Mostly, I think, these “acts of romance” led to something greater and proved to be extremely valuable. For example, while working at Frog Design, a product design firm, I launched a print magazine that only marginally referenced the Frog brand. I fought hard to prevent ads and self-promotion from creeping in, although many of my colleagues asked for it. But quick ROI is often poison to a truly lasting client relationship. To me, the purity of the effort, the fact, that this was a publication created by Frog for our clients and partners, was a genuine act of sharing, a way of adding value to them. The magazine became a huge success and was appreciated because it did not follow the marketing text book. The brand was present because it was absent.

In my daily work, I seek to honor the emotional aspects of work that we often underestimate; for example, how we start things and end projects and that we need time for decompression and even some mourning after an intense initiative has been completed. Business is a powerful platform for social exchange and for creating the small moments that form genuine attachment. I love that quote by the poet Maya Angelou: “People will forget what you said, people will forget what you did, but people will never forget how you made them feel.”

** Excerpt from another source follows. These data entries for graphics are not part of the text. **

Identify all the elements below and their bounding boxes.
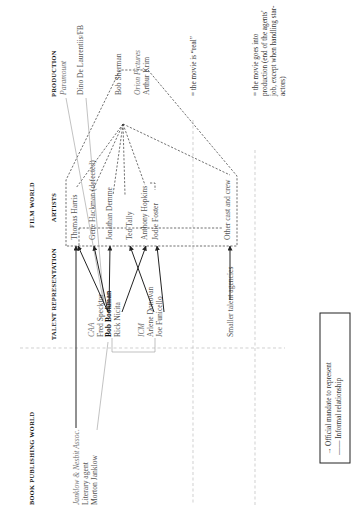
arthur-krim: Arthur Krim: [142, 57, 151, 95]
artist-ted-tally: Ted Tally: [125, 211, 134, 240]
header-artists: Artists: [50, 193, 57, 222]
bob-sherman: Bob Sherman: [114, 53, 123, 95]
header-talent-representation: Talent representation: [50, 248, 57, 340]
janklow-agency: Janklow & Nesbit Assoc.: [72, 429, 81, 505]
dino-de-laurentiis: Dino De Laurentiis/FB: [76, 25, 85, 95]
literary-agent-label: Literary agent: [81, 461, 90, 505]
legend-official: → Official mandate to represent: [325, 362, 333, 455]
milestone-production-4: actors): [279, 76, 287, 96]
film-world-diagram: Book publishing world Film world Talent …: [0, 0, 351, 526]
header-book-publishing: Book publishing world: [28, 411, 35, 505]
legend-informal: —— Informal relationship: [335, 378, 343, 456]
caa-label: CAA: [87, 322, 96, 337]
milestone-production-2: production (end of the agents': [261, 10, 269, 96]
hopkins-foster-bracket: [150, 183, 155, 190]
bookman-to-harris-arrow: [78, 246, 108, 312]
morton-janklow: Morton Janklow: [90, 454, 99, 505]
rick-nicita: Rick Nicita: [113, 302, 122, 337]
artist-thomas-harris: Thomas Harris: [70, 195, 79, 240]
milestone-real: = the movie is “real”: [190, 36, 198, 96]
studio-paramount: Paramount: [59, 60, 68, 96]
production-to-artists-dashes: [76, 124, 230, 195]
studio-orion: Orion Pictures: [133, 50, 142, 95]
janklow-to-bookman-line: [97, 342, 108, 430]
milestone-production-1: = the movie goes into: [252, 33, 260, 96]
header-film-world: Film world: [28, 182, 35, 228]
caa-icm-bracket: [112, 338, 155, 352]
milestone-production-3: job, except when handling star-: [270, 5, 278, 97]
header-production: Production: [50, 50, 57, 97]
artist-anthony-hopkins: Anthony Hopkins: [140, 186, 149, 240]
bob-bookman: Bob Bookman: [104, 290, 113, 337]
artist-other-cast-crew: Other cast and crew: [223, 179, 232, 240]
icm-label: ICM: [137, 322, 146, 338]
artist-jonathan-demme: Jonathan Demme: [105, 186, 114, 240]
artist-jodie-foster: Jodie Foster: [151, 203, 160, 240]
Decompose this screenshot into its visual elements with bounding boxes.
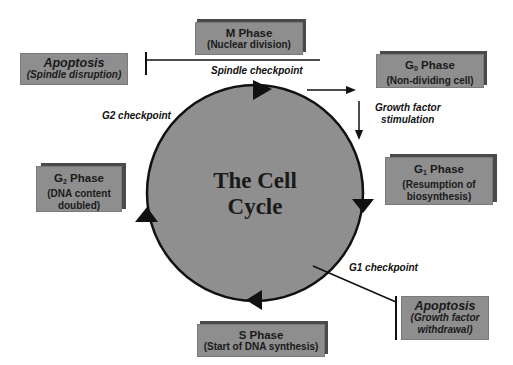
- m-phase-subtitle: (Nuclear division): [196, 39, 302, 51]
- arrow-to-g0-head-icon: [346, 86, 356, 94]
- m-phase-title: M Phase: [196, 27, 302, 39]
- g1-phase-title: G1 Phase: [386, 163, 492, 179]
- g2-phase-title: G2 Phase: [37, 172, 121, 188]
- g1-checkpoint-label: G1 checkpoint: [349, 262, 418, 273]
- s-phase-subtitle: (Start of DNA synthesis): [198, 341, 324, 353]
- arrow-growth-factor-head-icon: [355, 130, 363, 140]
- apoptosis-spindle-title: Apoptosis: [21, 57, 127, 69]
- apoptosis-growth-box: Apoptosis (Growth factor withdrawal): [401, 296, 489, 340]
- g0-phase-box: G0 Phase (Non-dividing cell): [376, 54, 484, 88]
- center-title-line1: The Cell: [185, 168, 325, 194]
- apoptosis-growth-title: Apoptosis: [402, 300, 488, 312]
- g1-phase-subtitle-line2: biosynthesis): [386, 191, 492, 203]
- g1-phase-box: G1 Phase (Resumption of biosynthesis): [385, 157, 493, 205]
- g0-phase-subtitle: (Non-dividing cell): [377, 75, 483, 87]
- g0-phase-title: G0 Phase: [377, 59, 483, 75]
- m-phase-box: M Phase (Nuclear division): [195, 22, 303, 55]
- g1-phase-subtitle-line1: (Resumption of: [386, 179, 492, 191]
- spindle-checkpoint-label: Spindle checkpoint: [211, 65, 303, 76]
- center-title: The Cell Cycle: [185, 168, 325, 220]
- apoptosis-growth-subtitle-line1: (Growth factor: [402, 312, 488, 324]
- s-phase-box: S Phase (Start of DNA synthesis): [197, 324, 325, 357]
- apoptosis-spindle-subtitle: (Spindle disruption): [21, 69, 127, 81]
- g2-phase-subtitle-line2: doubled): [37, 200, 121, 212]
- apoptosis-spindle-box: Apoptosis (Spindle disruption): [20, 53, 128, 85]
- growth-factor-label: Growth factor stimulation: [375, 102, 441, 126]
- g2-phase-subtitle-line1: (DNA content: [37, 188, 121, 200]
- g2-phase-box: G2 Phase (DNA content doubled): [36, 166, 122, 212]
- apoptosis-growth-subtitle-line2: withdrawal): [402, 324, 488, 336]
- cell-cycle-diagram: The Cell Cycle M Phase (Nuclear division…: [0, 0, 513, 365]
- g2-checkpoint-label: G2 checkpoint: [102, 110, 171, 121]
- center-title-line2: Cycle: [185, 194, 325, 220]
- s-phase-title: S Phase: [198, 329, 324, 341]
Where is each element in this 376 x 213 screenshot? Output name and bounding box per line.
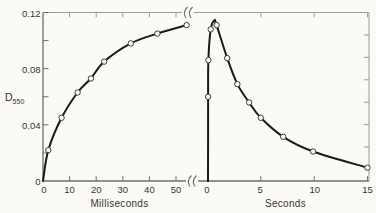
D550-decay-curve <box>208 20 368 181</box>
data-point-marker <box>365 165 370 170</box>
x-axis-title-milliseconds: Milliseconds <box>90 198 148 209</box>
chart-figure: 0.12 0.08 0.04 0 D550 0 10 20 30 40 50 M… <box>0 0 376 213</box>
ms-tick-label-0: 0 <box>41 184 46 195</box>
data-point-marker <box>258 115 263 120</box>
axis-break-mark <box>189 7 192 18</box>
y-tick-label-004: 0.04 <box>22 120 41 131</box>
y-tick-label-0: 0 <box>35 176 40 187</box>
D550-rise-curve <box>43 25 187 181</box>
data-point-marker <box>59 115 64 120</box>
ms-tick-label-50: 50 <box>171 184 182 195</box>
s-tick-label-10: 10 <box>310 184 321 195</box>
y-axis-title: D550 <box>5 91 24 105</box>
data-point-marker <box>46 147 51 152</box>
x-axis-title-seconds: Seconds <box>265 198 306 209</box>
data-point-marker <box>184 22 189 27</box>
y-tick-label-012: 0.12 <box>22 8 41 19</box>
y-tick-label-008: 0.08 <box>22 64 41 75</box>
data-point-marker <box>88 76 93 81</box>
data-point-marker <box>206 58 211 63</box>
s-tick-label-0: 0 <box>204 184 209 195</box>
data-point-marker <box>128 41 133 46</box>
data-point-marker <box>155 31 160 36</box>
data-point-marker <box>225 55 230 60</box>
ms-tick-label-20: 20 <box>91 184 102 195</box>
s-tick-label-15: 15 <box>362 184 373 195</box>
ms-tick-label-40: 40 <box>144 184 155 195</box>
data-point-marker <box>281 134 286 139</box>
y-axis-title-subscript: 550 <box>13 98 25 105</box>
ms-tick-label-10: 10 <box>64 184 75 195</box>
data-point-marker <box>75 90 80 95</box>
data-point-marker <box>246 100 251 105</box>
axis-break-mark <box>188 176 191 187</box>
dual-timebase-line-chart: 0.12 0.08 0.04 0 D550 0 10 20 30 40 50 M… <box>0 0 376 213</box>
axis-break-mark <box>184 7 187 18</box>
data-point-marker <box>310 149 315 154</box>
data-point-marker <box>235 81 240 86</box>
data-point-marker <box>102 59 107 64</box>
axis-break-mark <box>193 176 196 187</box>
plot-geometry <box>43 7 370 187</box>
ms-tick-label-30: 30 <box>118 184 129 195</box>
data-point-marker <box>214 22 219 27</box>
data-point-marker <box>205 94 210 99</box>
s-tick-label-5: 5 <box>257 184 262 195</box>
data-point-marker <box>208 27 213 32</box>
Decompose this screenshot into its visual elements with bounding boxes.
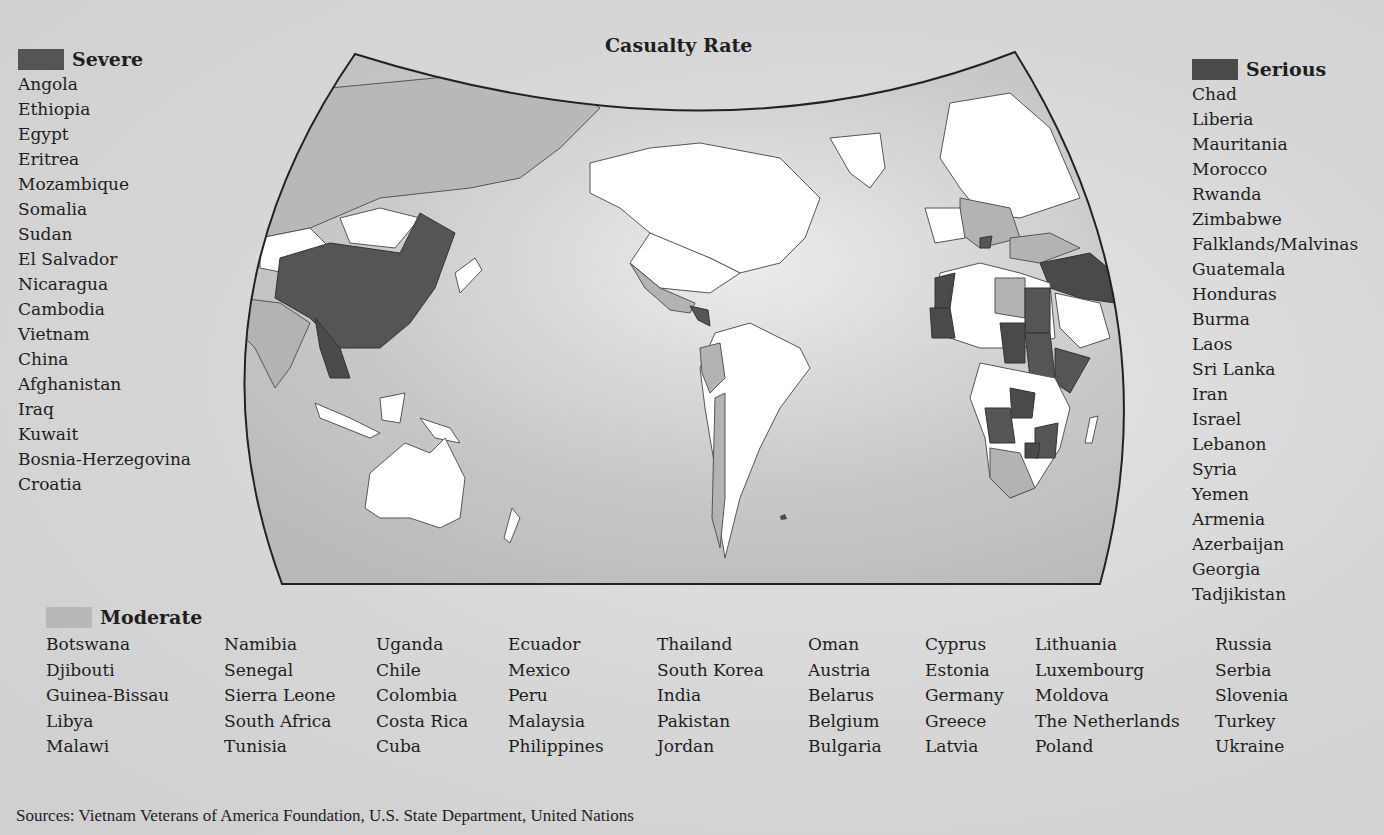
legend-country-item: Slovenia (1215, 683, 1289, 709)
legend-country-item: Armenia (1192, 507, 1358, 532)
legend-country-item: Zimbabwe (1192, 207, 1358, 232)
moderate-column: CyprusEstoniaGermanyGreeceLatvia (925, 632, 1004, 760)
legend-country-item: Luxembourg (1035, 658, 1180, 684)
legend-country-item: Serbia (1215, 658, 1289, 684)
legend-country-item: Croatia (18, 472, 191, 497)
legend-severe-header: Severe (18, 48, 191, 70)
legend-country-item: Eritrea (18, 147, 191, 172)
legend-country-item: Ukraine (1215, 734, 1289, 760)
legend-moderate-label: Moderate (100, 606, 202, 628)
moderate-column: BotswanaDjiboutiGuinea-BissauLibyaMalawi (46, 632, 169, 760)
legend-country-item: Thailand (657, 632, 764, 658)
legend-country-item: Syria (1192, 457, 1358, 482)
legend-country-item: Greece (925, 709, 1004, 735)
moderate-column: NamibiaSenegalSierra LeoneSouth AfricaTu… (224, 632, 336, 760)
legend-country-item: Estonia (925, 658, 1004, 684)
legend-country-item: Senegal (224, 658, 336, 684)
legend-country-item: Jordan (657, 734, 764, 760)
legend-country-item: Chad (1192, 82, 1358, 107)
legend-country-item: The Netherlands (1035, 709, 1180, 735)
legend-country-item: Mozambique (18, 172, 191, 197)
serious-country-list: ChadLiberiaMauritaniaMoroccoRwandaZimbab… (1192, 82, 1358, 607)
legend-country-item: Rwanda (1192, 182, 1358, 207)
legend-country-item: Bosnia-Herzegovina (18, 447, 191, 472)
legend-country-item: Iraq (18, 397, 191, 422)
legend-country-item: Vietnam (18, 322, 191, 347)
moderate-column: ThailandSouth KoreaIndiaPakistanJordan (657, 632, 764, 760)
moderate-swatch-icon (46, 607, 92, 628)
legend-country-item: Austria (808, 658, 882, 684)
legend-country-item: Colombia (376, 683, 468, 709)
legend-country-item: Azerbaijan (1192, 532, 1358, 557)
legend-country-item: Turkey (1215, 709, 1289, 735)
legend-country-item: Botswana (46, 632, 169, 658)
legend-country-item: Falklands/Malvinas (1192, 232, 1358, 257)
world-map-graphic (220, 48, 1180, 588)
legend-country-item: Ecuador (508, 632, 604, 658)
legend-country-item: Cyprus (925, 632, 1004, 658)
legend-country-item: Djibouti (46, 658, 169, 684)
legend-country-item: China (18, 347, 191, 372)
legend-country-item: Guatemala (1192, 257, 1358, 282)
legend-country-item: Somalia (18, 197, 191, 222)
legend-country-item: Sudan (18, 222, 191, 247)
legend-country-item: South Korea (657, 658, 764, 684)
severe-swatch-icon (18, 49, 64, 70)
legend-country-item: Belgium (808, 709, 882, 735)
moderate-column: LithuaniaLuxembourgMoldovaThe Netherland… (1035, 632, 1180, 760)
legend-country-item: Iran (1192, 382, 1358, 407)
legend-country-item: Mauritania (1192, 132, 1358, 157)
legend-country-item: Guinea-Bissau (46, 683, 169, 709)
legend-country-item: Yemen (1192, 482, 1358, 507)
legend-country-item: Moldova (1035, 683, 1180, 709)
legend-country-item: Honduras (1192, 282, 1358, 307)
legend-country-item: Kuwait (18, 422, 191, 447)
legend-country-item: Sri Lanka (1192, 357, 1358, 382)
legend-country-item: Pakistan (657, 709, 764, 735)
legend-country-item: South Africa (224, 709, 336, 735)
severe-country-list: AngolaEthiopiaEgyptEritreaMozambiqueSoma… (18, 72, 191, 497)
legend-country-item: Israel (1192, 407, 1358, 432)
legend-country-item: Tadjikistan (1192, 582, 1358, 607)
legend-country-item: Bulgaria (808, 734, 882, 760)
legend-country-item: Morocco (1192, 157, 1358, 182)
legend-country-item: Russia (1215, 632, 1289, 658)
legend-country-item: Malawi (46, 734, 169, 760)
sources-footnote: Sources: Vietnam Veterans of America Fou… (16, 806, 634, 826)
world-map (220, 48, 1180, 588)
legend-country-item: Ethiopia (18, 97, 191, 122)
legend-country-item: Georgia (1192, 557, 1358, 582)
moderate-column: RussiaSerbiaSloveniaTurkeyUkraine (1215, 632, 1289, 760)
legend-country-item: Malaysia (508, 709, 604, 735)
legend-country-item: Afghanistan (18, 372, 191, 397)
legend-country-item: Belarus (808, 683, 882, 709)
legend-country-item: Latvia (925, 734, 1004, 760)
legend-country-item: Peru (508, 683, 604, 709)
legend-country-item: Libya (46, 709, 169, 735)
legend-moderate-header: Moderate (46, 606, 202, 628)
legend-country-item: Laos (1192, 332, 1358, 357)
moderate-column: EcuadorMexicoPeruMalaysiaPhilippines (508, 632, 604, 760)
legend-country-item: Lithuania (1035, 632, 1180, 658)
legend-country-item: Cuba (376, 734, 468, 760)
legend-country-item: Tunisia (224, 734, 336, 760)
legend-country-item: El Salvador (18, 247, 191, 272)
legend-country-item: Liberia (1192, 107, 1358, 132)
legend-country-item: Lebanon (1192, 432, 1358, 457)
legend-country-item: Nicaragua (18, 272, 191, 297)
legend-serious: Serious ChadLiberiaMauritaniaMoroccoRwan… (1192, 58, 1358, 607)
legend-severe-label: Severe (72, 48, 143, 70)
legend-country-item: Egypt (18, 122, 191, 147)
moderate-column: OmanAustriaBelarusBelgiumBulgaria (808, 632, 882, 760)
legend-country-item: Mexico (508, 658, 604, 684)
legend-serious-label: Serious (1246, 58, 1326, 80)
legend-country-item: Costa Rica (376, 709, 468, 735)
legend-country-item: Angola (18, 72, 191, 97)
legend-country-item: Germany (925, 683, 1004, 709)
legend-country-item: Uganda (376, 632, 468, 658)
legend-country-item: India (657, 683, 764, 709)
moderate-column: UgandaChileColombiaCosta RicaCuba (376, 632, 468, 760)
legend-severe: Severe AngolaEthiopiaEgyptEritreaMozambi… (18, 48, 191, 497)
serious-swatch-icon (1192, 59, 1238, 80)
legend-country-item: Cambodia (18, 297, 191, 322)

Speaking of poetry, incorporating features from the arts at the workplace is also always a good idea. For example, I ask job applicants to respond to the Proust Questionnaire, and I encourage my colleagues and myself to write letters and even poems. Philosophy, liberal arts, and the humanities have a lot to offer for all of us who not only want to lead a successful but also a beautiful life.

What is next for you?

I’m currently enjoying every single minute of the book tour that I’m on. It’s such a unique opportunity to directly engage with readers and to hear how Business Romanticism resonates with people.  Business Romantics everywhere are “coming out of the closet” and sharing their stories and ideas. It’s also been exciting to run workshops and experiments to apply the Business Romantic concept in various settings and organizations. And after that, I will get some sleep—and then go back to my day job as the CMO of design firm NBBJ!